SAP Arms Reigning World Cup Champion Germany With Tools to Defend Title


The German National Team is hoping to defend its World Cup title using SAP-powered data analytics to help coaches and players scout opponents and review performance.

SAP first partnered with Germany ahead of the 2014 FIFA World Cup in Brazil, building a centralized big data war room that assisted the team as it worked toward its fourth World Cup win. Germany’s coaching staff was the first to use SAP Match Insights, which pulls in data from third-party resources to help the team find and assess key situations in a match, build tactics, monitor player fitness, and prep for games.

In the four years since then, SAP has significantly built out its SAP Sports One platform, expanded to other European soccer teams, and moved its system onto the cloud so that insights can be accessed by players and coaches from anywhere via their mobile devices. At the 2018 World Cup in Russia, an even more powerful version of SAP Sports One will be on hand for the German Football Association (DFB).

SAP worked with DFB ahead of the tournament to build out two new features—a video cockpit and a player dashboard—that will be used exclusively by Germany as it attempts to become the first repeat World Cup champion since Brazil in 1962.

The video cockpit is a data-fueled content hub that merges the team’s live-play videos with match and training information from a variety of third-party sources, enabling DFB’s match analysts and coaching staff to identify patterns and craft strategies that will target opponents’ potential weaknesses. The player dashboard is a hub that enables match analysts and coaches to share individualized data and video with players in an easy-to-digest format they can access in real time on their smartphones.

SAP Video Cockpit

“Now they can all work together and collaborate with the data to identify patterns, tendencies, judge performance, and learn about the strengths and weaknesses of the opponent,” said Sven Schwerin-Wenzel, development senior manager of SAP Sports & Entertainment, who works directly with the German National Team.

Pulling in tracking data and statistics from resources such as Opta Sports and STATS, Schwerin-Wenzel says as many as 2,000 to 4,000 events are be processed through the video cockpit per match.
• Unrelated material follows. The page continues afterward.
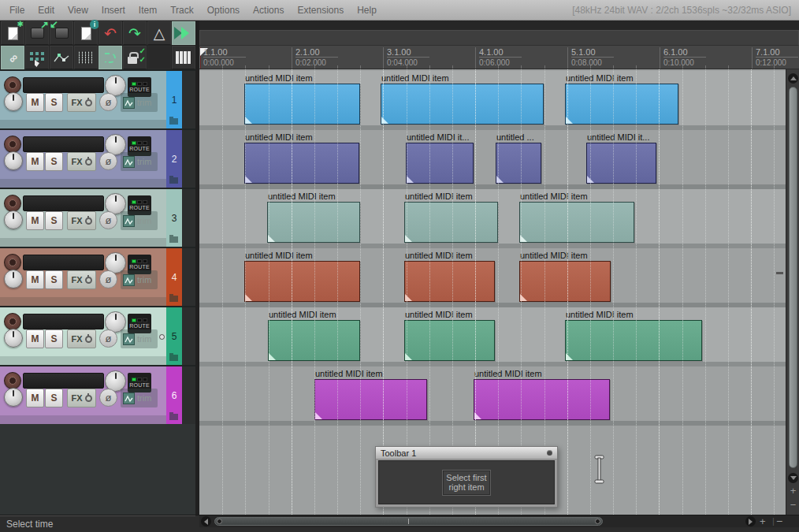 This screenshot has height=532, width=799. What do you see at coordinates (135, 58) in the screenshot?
I see `locking-button: ✓✓` at bounding box center [135, 58].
Each event is tagged so that the team can efficiently search, analyze, and share events with relevant parties. It can then immediately send out insights and recommendations to the entire team, just one player, or subgroups filtered in a variety ways, such as by position. Analyses on opponents can be filtered in a similar manner (such as by position groups).

“The players are eager to get this information. They ask the analysts for further information to get better prepared for the next opponent,” said Schwerin-Wenzel. “They want to get prepared to withstand the pressure they have to win again and defend the cup.”

The new features, which will introduce components of artificial intelligence and machine learning, will run alongside Match Insights, the original big data platform Germany used in 2014. The team is also using SAP Sports One, a cloud-based solution that digitizes team and performance management by coordinating administrative, training, scouting, and medical processes, as well SAP Penalty Insights and Challenger Insights, which analyze opponent tendencies and formations.

While Germany isn’t even set to face its first opponent, Mexico, until Sunday, DFB officials are already working with SAP to plan for the next World Cup. The two plan to incorporate further levels of AI and machine learning as the technology continues to evolve. In the near future, for example, the system might be able to more easily identify complex match scenes, predict opponent tendencies, and suggest plays based on smart technologies that detect patterns leveraging positioning data.

“Artificial intelligence and machine learning play a significant role in football and are an essential part of data analytics,” said Oliver Bierhoff, the general manager of the German national soccer team. “We have an incredible amount of data at the German national team that we need to process and share in real time with the trainer, the players and the analysts. We aim to gain a competitive advantage by using the latest technology innovations and we’re glad to work with SAP as the best partner for that.”

SportTechie Takeaway

Analytics have become an important component of the way athletes train and the way teams prepare for matches. The 2014 World Cup represented a showcase of early iterations of these technologies, used by just a few teams. Analytics will be much more heavily used during this year’s tournament. Every team will have access at the 2018 FIFA World Cup to granular training and match analyses in real time. In addition to each team’s own analytics capabilities, FIFA approved of the use of tablets for coaches on the bench for the first time. Each of the 32 competing teams will have the option to use tablets fed real-time information about player metrics, positional data, and video footage. Technologies such as these will shape soccer (and every sport for that matter) long into the future.